Asset Allocation: A Four-Layer Approach
It might be most useful for investors to think about asset allocation in four layers: assets, liquidity, currency, and risk.
Assets. A review of assets should take stock of the organization’s exposure to various markets—equity, fixed income, real assets (typically inflation hedges), and absolute return (strategies that generate a positive return that is uncorrelated with liquid markets).
Liquidity. Considerations of liquidity should entail determining how much of the portfolio will be committed to assets that are illiquid, or that have liquidity that is quarterly, monthly, or daily. A good definition of liquidity might be: “the ability to get out of a position at a reasonable price over a given period of time.”
Currency. The key point to consider here is how much of the portfolio is denominated in U.S. dollars and how much is in various foreign currencies representing Europe, Asia, and Latin America. Investors need to know their currency exposure because currency and the underlying markets will probably not move in the same ways.
Risk.
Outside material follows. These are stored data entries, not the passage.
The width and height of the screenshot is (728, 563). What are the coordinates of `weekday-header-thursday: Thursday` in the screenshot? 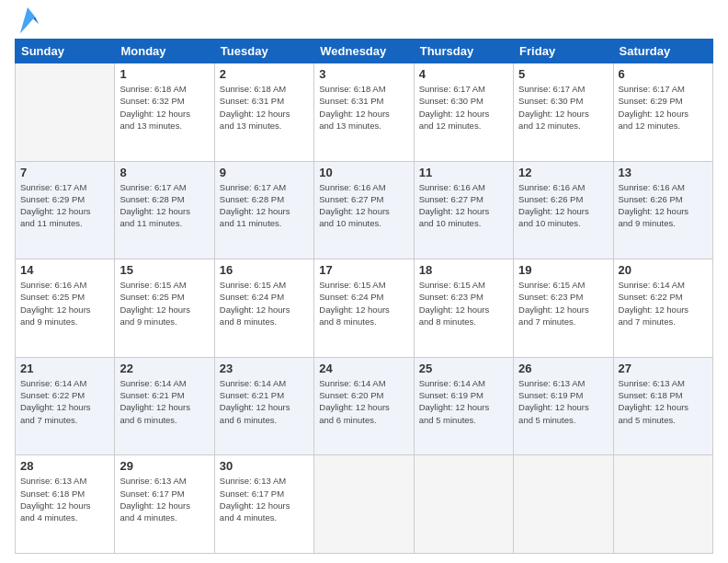 It's located at (463, 52).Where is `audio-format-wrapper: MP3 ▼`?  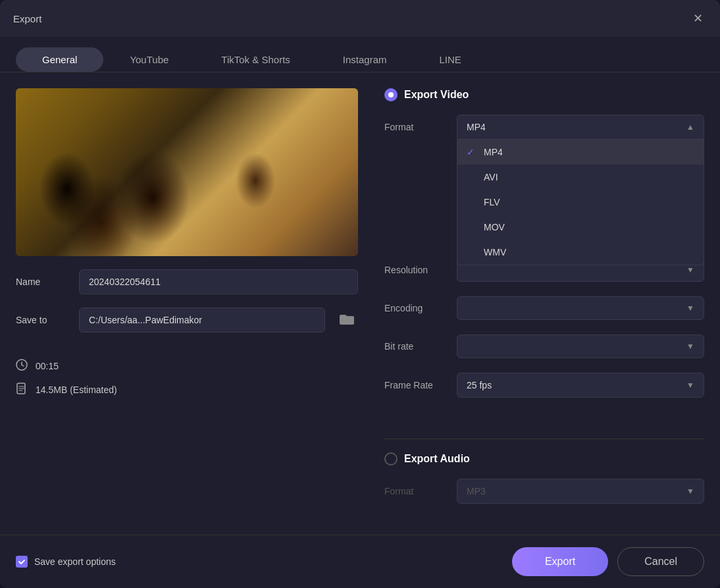
audio-format-wrapper: MP3 ▼ is located at coordinates (580, 491).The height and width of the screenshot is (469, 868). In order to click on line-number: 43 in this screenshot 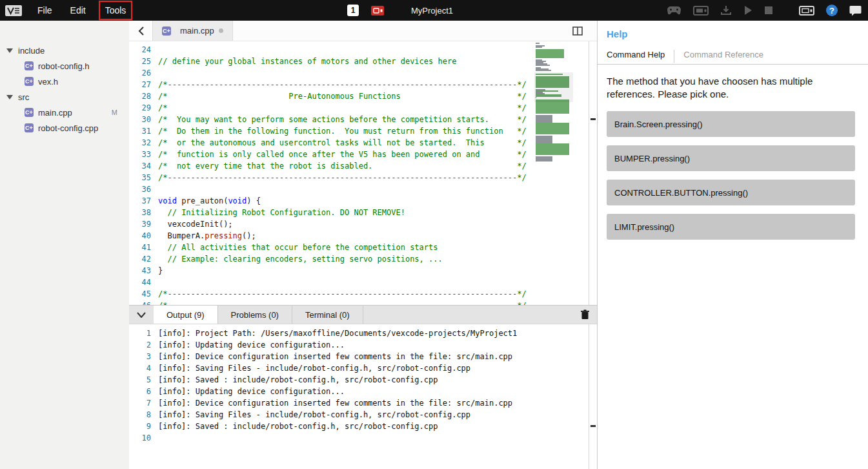, I will do `click(140, 271)`.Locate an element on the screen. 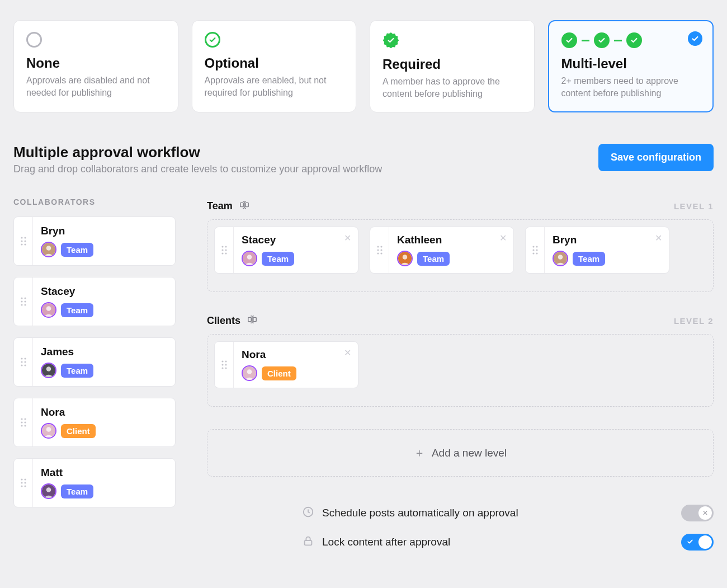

Investors should assign risk values across the portfolio. An effective approach is to use four types of value at risk (VaR), a measure of the maximum expected loss over a specific period of time at a given confidence level. These types, each of which describes a different aspect of market risk in the portfolio, are:
- VaR (e.g., maximum loss that can be incurred in a trading day with a 95 percent confidence level)
- Marginal VaR (e.g., the contribution of a specific position or asset class to the total risk)
- Relative VaR (e.g., a measure of how closely a portfolio’s risk matches that of its corresponding benchmark, such as the S&P 500)
- Conditional VaR (e.g., the risk of loss in excess of that calculated by the VaR for a given confidence interval—a measure of ‘tail risk’)
This approach is four-dimensional diversification, instead of the standard one-dimensional diversification-by-asset-class-only approach. Once again, reiterating the time-frame arbitrage advantage of perpetual investors, this type of top-to-bottom diversification holds more potential for smoothing the rocky road that investors have been on for the past several months.
A Final Tip: Control Your Amygdyla
No discussion of market volatility would be complete without touching on plain old emotion—i.e., fear. For those times when things are really going haywire, it is helpful to keep in mind the perspective advanced by Jason Zweig, a senior writer for Money magazine, and a guest columnist for Time magazine and cnn.com, in his book Your Money and Your Brain: How the New Science of Neuroeconomics Can Help Make You Rich.
Zweig writes about the amygdala (ah-MIG-dah-lah) located deep in the center of our brains. When one confronts a potential risk, this part of the reflexive brain acts as an alarm system—generating hot, fast emotions like fear and anger that it shoots up to the brain like warning flares. A television broadcast from the floor of the stock exchange on a bad trading day combines a multitude of cues that can fire up the amygdala: flashing lights, clanging bells, hollering voices, people gesturing wildly. Because the amygdala is so attuned to big changes, a sudden drop in the market tends to be more upsetting than a longer, slower—or even a much bigger—decline.
Fear of financial loss always lurks within the normal investing brain—you can’t change the biological facts. The response of the amygdala doesn’t make us irrational. But selling your investments every time they take a sudden drop will make your broker rich and leave you poor and jittery. Being prepared in advance and keeping one’s sights set on long-term goals can help keep that flu from becoming an all-out case of pneumonia.